Okay, I like a good family drama with lots of secrets as well as the next person, but there’s just one problem – I can only stretch my ability to overlook the implausible and unbelievable so far. The Second Home surpassed that in the first half, which left a whole other half a book to get through without rolling my eyes completely out of my head. Seriously, it reached a point that I started thinking about the many times my mother told me they would get stuck that way. It’s a good thing that’s not true! I realize that I’m in the minority here, and this book has received a great many glowing reviews, so I’m not going to go into the many problems I had with this book in detail because they would certainly be considered spoilers. It is safe to say that the problems were many. The story does get dark, but it just pushes too far for me to get invested in either the characters or their goings-on.
What a great story! This is about a family with very diverse personalities. Course if you’ve had teenagers, you know their personalities can change daily. How much fun would it be to have a beach house? In this story we see how family members can drift apart, think the worse of each other and still try to do what is best for the other person. I loved seeing how Ann, Poppy, and Michael grow and deal with what life gives them. Course I believed it helped to have Connie and Ed as role models, but even they had a few surprises up their sleeves. I would love to make another trip to Wellfleet to see how everyone is doing. I received the book from NetGalley, but my opinion is my own.
I enjoyed The Second Home by Christina Clancy. It was a good story to pass the time during quarantine. It was entertaining and kept me interested. I love stories that take place at the beach and this one takes place in Cape Cod.
Clancy has a gentle approach to her writing style in this book. She is not in your face. She just lays out a nice story for your enjoyment. If you like stories about families with history and young love, you will like this one and I would definitely recommend it for your reading pleasure. This book warmed my heart.

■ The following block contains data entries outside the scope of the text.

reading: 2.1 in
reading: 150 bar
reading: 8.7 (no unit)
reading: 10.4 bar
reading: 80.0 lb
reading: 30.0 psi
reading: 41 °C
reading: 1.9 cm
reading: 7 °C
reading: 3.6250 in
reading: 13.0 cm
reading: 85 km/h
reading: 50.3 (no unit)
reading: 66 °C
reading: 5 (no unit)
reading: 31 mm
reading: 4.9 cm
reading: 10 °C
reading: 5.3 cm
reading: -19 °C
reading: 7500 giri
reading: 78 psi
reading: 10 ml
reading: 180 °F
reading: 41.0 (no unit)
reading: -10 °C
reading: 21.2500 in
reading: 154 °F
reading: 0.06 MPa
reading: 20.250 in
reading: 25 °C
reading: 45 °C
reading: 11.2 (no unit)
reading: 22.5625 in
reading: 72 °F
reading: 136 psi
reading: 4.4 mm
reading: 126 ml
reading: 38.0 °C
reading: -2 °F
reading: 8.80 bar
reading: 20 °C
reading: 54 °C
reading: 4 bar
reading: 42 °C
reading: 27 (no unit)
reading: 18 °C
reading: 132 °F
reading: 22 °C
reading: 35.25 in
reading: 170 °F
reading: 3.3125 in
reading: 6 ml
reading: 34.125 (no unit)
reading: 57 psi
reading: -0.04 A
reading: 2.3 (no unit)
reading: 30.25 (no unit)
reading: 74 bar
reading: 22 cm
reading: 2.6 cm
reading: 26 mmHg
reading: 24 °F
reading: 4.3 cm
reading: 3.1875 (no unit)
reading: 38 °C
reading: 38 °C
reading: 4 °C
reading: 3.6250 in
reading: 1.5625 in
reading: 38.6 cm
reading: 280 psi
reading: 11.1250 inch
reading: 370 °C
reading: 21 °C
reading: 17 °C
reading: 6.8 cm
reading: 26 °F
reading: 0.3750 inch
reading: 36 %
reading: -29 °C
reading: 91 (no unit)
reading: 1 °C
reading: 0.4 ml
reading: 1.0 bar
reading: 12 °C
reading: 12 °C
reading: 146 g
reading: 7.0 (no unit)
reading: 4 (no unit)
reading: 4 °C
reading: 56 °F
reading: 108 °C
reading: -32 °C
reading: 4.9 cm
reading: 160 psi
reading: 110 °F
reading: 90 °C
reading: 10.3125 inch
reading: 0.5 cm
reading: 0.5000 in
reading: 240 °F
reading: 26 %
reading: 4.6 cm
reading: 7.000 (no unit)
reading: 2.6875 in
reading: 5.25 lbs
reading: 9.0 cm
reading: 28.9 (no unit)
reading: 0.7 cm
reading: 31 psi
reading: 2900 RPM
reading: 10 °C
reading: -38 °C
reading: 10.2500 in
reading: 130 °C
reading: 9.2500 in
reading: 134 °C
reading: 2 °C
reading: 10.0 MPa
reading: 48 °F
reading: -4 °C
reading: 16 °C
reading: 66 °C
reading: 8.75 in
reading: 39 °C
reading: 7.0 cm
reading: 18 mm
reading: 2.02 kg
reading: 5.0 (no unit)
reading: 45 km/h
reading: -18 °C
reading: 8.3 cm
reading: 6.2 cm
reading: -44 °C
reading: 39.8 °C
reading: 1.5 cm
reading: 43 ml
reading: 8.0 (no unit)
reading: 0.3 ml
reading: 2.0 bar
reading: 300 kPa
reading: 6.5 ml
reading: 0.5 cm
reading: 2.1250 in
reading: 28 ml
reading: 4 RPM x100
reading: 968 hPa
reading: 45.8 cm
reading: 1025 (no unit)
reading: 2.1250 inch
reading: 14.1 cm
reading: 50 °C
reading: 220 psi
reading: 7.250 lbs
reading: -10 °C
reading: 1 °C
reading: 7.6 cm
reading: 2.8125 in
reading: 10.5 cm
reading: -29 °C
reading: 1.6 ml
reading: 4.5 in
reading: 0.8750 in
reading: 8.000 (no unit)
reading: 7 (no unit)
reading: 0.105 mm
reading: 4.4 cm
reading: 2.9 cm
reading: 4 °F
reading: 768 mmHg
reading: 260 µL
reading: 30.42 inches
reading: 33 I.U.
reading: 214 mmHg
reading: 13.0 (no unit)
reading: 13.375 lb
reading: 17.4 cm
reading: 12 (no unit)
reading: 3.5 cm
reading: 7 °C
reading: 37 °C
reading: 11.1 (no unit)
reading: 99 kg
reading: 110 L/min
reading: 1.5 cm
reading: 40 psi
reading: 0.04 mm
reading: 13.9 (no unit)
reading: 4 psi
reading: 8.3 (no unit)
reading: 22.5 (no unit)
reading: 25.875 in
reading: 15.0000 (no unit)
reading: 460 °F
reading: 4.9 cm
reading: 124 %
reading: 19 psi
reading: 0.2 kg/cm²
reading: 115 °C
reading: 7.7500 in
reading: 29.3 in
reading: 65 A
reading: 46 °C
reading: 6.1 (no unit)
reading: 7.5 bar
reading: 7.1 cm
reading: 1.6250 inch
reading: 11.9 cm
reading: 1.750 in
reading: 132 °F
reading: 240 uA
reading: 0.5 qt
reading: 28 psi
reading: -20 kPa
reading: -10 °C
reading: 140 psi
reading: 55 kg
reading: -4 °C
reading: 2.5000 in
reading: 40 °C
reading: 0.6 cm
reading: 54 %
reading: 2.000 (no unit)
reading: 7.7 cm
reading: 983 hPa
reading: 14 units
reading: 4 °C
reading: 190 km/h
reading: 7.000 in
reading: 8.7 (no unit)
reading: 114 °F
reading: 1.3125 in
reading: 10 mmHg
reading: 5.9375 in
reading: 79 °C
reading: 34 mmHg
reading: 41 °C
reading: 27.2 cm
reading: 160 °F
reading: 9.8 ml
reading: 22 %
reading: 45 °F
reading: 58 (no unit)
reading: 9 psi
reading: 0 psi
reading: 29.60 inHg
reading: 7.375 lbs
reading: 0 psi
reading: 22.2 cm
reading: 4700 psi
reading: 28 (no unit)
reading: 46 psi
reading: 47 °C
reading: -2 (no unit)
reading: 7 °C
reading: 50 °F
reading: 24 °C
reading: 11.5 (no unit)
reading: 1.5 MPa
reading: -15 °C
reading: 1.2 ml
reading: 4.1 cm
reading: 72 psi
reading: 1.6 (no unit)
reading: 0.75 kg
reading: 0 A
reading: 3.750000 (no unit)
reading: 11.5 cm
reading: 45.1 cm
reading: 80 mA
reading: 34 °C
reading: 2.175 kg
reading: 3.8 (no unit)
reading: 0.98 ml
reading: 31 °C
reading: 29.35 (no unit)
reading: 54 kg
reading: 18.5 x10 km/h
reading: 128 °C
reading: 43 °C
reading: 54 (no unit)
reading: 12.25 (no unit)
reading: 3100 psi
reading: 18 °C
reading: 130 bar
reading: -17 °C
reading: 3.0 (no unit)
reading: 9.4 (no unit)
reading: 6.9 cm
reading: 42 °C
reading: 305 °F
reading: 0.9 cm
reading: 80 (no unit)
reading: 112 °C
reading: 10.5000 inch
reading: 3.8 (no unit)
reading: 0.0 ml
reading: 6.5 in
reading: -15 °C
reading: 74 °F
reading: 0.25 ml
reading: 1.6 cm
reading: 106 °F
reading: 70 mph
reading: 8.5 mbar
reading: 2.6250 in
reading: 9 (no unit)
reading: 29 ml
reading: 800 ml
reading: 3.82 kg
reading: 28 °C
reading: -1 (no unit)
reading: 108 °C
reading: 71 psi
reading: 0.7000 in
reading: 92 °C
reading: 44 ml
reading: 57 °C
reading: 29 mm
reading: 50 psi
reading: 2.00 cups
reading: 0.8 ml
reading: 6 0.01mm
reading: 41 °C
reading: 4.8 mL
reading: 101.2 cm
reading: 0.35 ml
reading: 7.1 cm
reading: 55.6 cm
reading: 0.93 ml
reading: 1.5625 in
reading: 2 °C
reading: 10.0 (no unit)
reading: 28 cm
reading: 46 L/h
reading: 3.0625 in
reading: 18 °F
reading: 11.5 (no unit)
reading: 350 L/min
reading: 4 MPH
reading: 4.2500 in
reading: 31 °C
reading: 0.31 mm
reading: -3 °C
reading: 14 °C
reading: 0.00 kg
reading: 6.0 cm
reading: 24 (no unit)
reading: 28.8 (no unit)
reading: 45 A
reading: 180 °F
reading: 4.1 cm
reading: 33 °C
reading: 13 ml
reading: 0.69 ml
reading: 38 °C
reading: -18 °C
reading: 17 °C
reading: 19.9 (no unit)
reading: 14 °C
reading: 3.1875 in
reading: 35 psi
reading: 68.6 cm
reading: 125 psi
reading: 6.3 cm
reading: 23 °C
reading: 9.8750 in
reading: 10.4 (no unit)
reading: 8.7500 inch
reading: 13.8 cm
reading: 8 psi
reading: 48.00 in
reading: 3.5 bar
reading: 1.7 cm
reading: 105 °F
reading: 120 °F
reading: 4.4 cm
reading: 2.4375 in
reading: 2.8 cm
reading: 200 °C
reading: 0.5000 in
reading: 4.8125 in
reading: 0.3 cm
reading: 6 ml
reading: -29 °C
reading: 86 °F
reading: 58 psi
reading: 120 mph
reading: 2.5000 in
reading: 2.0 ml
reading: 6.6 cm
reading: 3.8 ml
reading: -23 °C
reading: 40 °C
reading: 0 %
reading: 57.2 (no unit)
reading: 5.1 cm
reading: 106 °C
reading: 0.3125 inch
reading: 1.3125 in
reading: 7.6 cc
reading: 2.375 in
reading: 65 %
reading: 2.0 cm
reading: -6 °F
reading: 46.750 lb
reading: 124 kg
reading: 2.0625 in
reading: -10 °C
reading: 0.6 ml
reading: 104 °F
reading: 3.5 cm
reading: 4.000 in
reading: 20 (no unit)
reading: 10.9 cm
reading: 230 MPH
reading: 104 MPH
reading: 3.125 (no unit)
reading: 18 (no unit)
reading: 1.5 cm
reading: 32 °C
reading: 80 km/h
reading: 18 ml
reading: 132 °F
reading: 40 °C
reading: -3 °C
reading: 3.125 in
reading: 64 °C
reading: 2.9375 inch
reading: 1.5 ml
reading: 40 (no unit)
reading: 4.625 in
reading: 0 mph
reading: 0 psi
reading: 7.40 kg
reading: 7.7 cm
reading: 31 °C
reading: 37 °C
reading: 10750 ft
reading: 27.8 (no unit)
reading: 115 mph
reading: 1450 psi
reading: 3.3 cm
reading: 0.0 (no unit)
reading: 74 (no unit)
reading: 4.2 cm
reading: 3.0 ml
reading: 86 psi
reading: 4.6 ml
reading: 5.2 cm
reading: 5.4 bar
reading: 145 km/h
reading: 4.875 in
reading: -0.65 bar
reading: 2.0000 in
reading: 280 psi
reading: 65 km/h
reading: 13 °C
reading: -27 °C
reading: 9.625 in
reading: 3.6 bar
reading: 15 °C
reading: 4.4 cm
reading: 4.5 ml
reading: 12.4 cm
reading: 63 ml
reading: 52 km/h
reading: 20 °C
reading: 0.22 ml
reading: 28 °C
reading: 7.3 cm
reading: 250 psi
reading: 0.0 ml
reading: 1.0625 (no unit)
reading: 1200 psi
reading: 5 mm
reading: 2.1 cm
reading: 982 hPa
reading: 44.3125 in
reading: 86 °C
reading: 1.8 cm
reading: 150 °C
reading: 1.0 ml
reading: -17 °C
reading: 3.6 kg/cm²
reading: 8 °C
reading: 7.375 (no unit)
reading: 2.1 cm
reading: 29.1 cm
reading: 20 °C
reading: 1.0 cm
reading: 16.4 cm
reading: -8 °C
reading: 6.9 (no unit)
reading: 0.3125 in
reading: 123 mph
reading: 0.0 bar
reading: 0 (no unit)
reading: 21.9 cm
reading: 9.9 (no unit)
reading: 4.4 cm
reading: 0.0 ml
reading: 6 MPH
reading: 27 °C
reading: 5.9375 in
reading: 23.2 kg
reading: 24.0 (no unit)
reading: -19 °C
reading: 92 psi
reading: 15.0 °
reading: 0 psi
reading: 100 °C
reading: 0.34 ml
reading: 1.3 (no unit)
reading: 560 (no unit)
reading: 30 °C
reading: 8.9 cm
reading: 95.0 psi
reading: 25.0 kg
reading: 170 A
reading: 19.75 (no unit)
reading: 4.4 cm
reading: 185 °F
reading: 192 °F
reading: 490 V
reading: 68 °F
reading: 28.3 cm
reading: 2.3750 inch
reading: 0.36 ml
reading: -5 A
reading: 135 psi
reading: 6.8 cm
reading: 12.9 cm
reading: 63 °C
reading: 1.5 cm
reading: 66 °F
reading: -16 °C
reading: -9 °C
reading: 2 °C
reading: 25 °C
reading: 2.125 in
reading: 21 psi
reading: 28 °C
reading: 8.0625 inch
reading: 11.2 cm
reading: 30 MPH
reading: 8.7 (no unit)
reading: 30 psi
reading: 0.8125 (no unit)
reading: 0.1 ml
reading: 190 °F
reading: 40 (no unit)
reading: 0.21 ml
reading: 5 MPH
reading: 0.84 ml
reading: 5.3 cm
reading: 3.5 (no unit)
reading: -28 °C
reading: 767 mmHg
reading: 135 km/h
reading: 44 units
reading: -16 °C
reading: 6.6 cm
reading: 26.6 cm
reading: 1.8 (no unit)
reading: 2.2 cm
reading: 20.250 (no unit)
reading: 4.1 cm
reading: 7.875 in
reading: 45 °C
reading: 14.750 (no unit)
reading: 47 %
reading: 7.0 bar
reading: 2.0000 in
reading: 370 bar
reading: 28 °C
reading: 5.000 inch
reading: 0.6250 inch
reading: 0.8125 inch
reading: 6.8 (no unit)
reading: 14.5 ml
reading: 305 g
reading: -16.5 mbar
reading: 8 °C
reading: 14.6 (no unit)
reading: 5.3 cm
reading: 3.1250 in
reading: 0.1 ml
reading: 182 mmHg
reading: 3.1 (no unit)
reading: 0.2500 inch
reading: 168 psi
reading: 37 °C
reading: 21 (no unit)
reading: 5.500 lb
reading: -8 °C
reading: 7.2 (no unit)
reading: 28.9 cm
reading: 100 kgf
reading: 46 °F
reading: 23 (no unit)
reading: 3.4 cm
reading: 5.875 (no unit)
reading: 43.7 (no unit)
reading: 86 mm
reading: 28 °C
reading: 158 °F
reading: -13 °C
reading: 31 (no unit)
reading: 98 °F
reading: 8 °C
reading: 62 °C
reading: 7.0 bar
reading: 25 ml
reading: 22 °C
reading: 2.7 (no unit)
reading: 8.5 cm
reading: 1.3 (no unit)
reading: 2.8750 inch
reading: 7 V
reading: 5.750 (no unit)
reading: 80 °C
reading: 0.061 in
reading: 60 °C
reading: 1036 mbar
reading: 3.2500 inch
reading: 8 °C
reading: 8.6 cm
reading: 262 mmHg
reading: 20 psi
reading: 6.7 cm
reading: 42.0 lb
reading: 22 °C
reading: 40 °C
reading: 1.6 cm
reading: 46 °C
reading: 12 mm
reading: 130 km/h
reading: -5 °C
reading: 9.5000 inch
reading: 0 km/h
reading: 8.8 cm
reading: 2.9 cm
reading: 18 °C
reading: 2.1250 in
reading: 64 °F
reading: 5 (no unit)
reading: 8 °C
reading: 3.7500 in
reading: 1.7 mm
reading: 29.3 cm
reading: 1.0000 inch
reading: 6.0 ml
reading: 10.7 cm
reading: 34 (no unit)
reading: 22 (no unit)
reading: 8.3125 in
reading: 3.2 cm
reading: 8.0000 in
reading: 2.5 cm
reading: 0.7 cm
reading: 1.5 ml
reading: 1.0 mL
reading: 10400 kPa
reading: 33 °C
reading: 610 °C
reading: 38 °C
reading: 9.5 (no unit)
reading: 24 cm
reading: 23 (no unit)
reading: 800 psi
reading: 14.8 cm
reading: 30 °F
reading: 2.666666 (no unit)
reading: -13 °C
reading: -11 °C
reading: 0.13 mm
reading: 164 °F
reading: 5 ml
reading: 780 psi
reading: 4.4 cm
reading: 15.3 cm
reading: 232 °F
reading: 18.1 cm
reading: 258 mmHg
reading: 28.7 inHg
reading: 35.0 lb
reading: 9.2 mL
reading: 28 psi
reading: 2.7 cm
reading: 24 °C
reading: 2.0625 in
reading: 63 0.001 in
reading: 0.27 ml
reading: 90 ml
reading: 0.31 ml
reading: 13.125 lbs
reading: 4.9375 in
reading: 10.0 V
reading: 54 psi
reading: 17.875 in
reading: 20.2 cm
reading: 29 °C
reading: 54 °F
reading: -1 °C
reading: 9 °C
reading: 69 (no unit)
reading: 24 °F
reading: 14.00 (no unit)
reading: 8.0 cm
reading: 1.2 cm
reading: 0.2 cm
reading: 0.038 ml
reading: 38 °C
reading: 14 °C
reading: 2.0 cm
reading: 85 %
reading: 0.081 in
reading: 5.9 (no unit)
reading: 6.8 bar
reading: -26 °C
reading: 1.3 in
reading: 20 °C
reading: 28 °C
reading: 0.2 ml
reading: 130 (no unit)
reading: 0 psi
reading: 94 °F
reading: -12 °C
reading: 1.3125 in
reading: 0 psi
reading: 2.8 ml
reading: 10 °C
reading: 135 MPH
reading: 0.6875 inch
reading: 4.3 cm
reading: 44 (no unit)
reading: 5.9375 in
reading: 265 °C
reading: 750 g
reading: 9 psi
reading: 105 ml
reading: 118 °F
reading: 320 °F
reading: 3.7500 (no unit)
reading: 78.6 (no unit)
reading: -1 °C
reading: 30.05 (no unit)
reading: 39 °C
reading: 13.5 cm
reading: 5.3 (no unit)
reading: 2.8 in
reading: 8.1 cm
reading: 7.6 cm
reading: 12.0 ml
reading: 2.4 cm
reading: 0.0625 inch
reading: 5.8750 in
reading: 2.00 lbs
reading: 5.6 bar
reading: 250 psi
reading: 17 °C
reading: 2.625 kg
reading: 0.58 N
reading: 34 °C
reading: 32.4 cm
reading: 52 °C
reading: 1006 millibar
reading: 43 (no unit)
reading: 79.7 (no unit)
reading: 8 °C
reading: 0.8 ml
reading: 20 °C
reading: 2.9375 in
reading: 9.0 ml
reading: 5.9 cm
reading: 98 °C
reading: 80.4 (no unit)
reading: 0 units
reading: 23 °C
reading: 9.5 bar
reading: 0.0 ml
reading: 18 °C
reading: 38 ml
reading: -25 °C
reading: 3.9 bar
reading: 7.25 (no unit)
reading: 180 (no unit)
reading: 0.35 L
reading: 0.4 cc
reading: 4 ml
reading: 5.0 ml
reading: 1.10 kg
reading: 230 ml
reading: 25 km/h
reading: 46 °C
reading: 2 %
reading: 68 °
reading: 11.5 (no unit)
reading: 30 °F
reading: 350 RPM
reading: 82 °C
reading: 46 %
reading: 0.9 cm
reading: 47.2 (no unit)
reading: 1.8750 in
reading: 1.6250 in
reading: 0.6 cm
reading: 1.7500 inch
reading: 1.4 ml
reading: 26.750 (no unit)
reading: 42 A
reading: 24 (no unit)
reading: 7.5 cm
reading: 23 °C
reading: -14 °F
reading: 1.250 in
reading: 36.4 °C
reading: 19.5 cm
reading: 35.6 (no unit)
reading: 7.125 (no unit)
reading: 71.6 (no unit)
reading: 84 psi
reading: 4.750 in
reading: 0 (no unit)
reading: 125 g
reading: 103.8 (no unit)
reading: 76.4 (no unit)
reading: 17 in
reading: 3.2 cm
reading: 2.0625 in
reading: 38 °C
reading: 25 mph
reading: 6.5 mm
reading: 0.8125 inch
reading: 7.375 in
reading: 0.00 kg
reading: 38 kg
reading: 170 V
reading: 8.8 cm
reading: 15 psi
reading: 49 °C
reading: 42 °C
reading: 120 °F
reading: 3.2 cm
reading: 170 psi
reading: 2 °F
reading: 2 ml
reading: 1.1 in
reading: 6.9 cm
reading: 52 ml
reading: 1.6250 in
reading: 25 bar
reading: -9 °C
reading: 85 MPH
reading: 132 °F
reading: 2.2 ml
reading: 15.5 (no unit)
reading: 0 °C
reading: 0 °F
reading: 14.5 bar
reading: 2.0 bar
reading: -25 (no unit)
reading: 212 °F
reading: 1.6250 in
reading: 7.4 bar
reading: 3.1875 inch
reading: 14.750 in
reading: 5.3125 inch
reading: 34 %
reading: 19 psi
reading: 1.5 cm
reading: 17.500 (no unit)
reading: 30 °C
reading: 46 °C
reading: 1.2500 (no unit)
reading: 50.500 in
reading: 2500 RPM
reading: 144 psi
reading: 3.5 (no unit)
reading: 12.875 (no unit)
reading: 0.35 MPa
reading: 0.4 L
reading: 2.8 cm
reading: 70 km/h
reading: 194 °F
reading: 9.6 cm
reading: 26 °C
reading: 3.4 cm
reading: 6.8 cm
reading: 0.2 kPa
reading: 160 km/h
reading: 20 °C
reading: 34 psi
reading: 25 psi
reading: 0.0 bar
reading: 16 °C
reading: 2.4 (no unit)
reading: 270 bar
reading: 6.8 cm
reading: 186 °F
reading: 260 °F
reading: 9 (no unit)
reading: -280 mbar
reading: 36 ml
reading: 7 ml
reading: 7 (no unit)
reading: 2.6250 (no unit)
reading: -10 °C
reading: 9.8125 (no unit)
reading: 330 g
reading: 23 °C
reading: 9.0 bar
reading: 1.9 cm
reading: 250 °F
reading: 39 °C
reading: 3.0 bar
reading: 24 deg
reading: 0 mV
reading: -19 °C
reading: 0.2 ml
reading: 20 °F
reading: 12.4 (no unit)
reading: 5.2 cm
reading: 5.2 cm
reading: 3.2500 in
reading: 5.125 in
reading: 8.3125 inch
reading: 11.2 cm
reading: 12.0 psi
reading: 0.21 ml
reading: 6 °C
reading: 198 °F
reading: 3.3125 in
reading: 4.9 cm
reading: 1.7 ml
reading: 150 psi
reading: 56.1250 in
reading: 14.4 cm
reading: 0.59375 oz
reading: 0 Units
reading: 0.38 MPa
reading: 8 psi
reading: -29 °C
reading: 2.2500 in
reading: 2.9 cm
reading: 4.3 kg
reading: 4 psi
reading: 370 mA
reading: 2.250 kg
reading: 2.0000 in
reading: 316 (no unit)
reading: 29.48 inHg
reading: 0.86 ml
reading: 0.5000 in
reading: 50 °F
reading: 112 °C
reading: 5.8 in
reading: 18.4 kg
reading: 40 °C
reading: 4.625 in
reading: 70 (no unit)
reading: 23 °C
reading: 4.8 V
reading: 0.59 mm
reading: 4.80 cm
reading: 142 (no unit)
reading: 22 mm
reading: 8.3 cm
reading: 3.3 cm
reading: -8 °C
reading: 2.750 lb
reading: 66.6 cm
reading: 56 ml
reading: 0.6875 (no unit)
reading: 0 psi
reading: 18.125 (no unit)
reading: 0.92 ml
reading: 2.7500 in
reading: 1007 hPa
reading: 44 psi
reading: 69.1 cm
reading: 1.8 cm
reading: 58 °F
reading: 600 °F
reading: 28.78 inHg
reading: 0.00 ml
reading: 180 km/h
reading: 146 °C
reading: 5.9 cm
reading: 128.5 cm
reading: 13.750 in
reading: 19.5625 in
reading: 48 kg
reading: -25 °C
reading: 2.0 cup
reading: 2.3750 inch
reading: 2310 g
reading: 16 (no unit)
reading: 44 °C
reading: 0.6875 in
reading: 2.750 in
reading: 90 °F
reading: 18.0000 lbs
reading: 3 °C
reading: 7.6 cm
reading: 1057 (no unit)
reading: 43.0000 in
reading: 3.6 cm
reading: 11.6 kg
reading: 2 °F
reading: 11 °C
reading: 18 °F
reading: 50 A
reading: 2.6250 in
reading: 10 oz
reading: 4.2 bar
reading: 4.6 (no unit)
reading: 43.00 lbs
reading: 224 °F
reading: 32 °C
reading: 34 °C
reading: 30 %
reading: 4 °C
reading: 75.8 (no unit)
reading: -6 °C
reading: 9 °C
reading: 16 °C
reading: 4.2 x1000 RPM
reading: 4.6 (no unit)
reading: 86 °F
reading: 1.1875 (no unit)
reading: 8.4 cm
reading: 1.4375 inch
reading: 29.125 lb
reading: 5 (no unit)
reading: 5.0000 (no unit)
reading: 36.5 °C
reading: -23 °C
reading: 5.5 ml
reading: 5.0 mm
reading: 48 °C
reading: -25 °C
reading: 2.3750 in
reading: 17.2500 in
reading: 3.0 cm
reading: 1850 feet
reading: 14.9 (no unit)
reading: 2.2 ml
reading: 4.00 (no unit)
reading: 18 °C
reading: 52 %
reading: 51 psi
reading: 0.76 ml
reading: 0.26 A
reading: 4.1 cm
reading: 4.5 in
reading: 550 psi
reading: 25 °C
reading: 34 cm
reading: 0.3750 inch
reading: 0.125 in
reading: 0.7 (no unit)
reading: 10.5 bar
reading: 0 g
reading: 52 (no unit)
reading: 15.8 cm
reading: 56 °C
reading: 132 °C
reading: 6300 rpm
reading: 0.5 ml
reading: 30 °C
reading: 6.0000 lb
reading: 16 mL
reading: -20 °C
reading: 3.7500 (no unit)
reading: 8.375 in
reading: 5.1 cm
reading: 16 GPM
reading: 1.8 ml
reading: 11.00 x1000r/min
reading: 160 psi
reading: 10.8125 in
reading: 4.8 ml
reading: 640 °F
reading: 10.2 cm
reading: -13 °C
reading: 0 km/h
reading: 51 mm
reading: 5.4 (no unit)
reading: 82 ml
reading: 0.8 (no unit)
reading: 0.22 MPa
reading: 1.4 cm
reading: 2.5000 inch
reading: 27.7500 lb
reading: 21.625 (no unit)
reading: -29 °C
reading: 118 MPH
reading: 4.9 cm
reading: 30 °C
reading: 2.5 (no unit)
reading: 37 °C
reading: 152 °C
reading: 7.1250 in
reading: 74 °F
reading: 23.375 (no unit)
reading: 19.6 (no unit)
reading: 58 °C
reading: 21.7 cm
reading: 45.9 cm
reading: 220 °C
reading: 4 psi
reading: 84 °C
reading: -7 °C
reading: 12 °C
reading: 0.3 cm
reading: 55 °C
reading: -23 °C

I grew to like her charecters and had several chuckles over Ed and Connie who were the parents of Ann and Poppy. They still had a great love for each other and I admired them. Have you ever had a teacher that was on the hippie side? Now, imagine them as your parents and going to the same high school where they teach.
I received a copy of this book from the publisher for a fair and honest review.
This was an emotional book for me. The author did an amazing job in describing how easy it was for an older man to seduce a 17 year old girl. The naivety of the girl. Feeling pleased with herself with getting the attention and a bit of flirtation until it all goes wrong. How she keeps the secret from her parents until it can no longer be ignored. The emotions of the younger sister and adopted brother all come to live in this book that it almost makes you feel frustrated that you can’t help them out the predicament they are in because it feels that real. The other reason I liked the book is the description of the travel and locations. After having lived near the Cape a for about 30 years and retired to the Midwest afterwards brought back nice memories.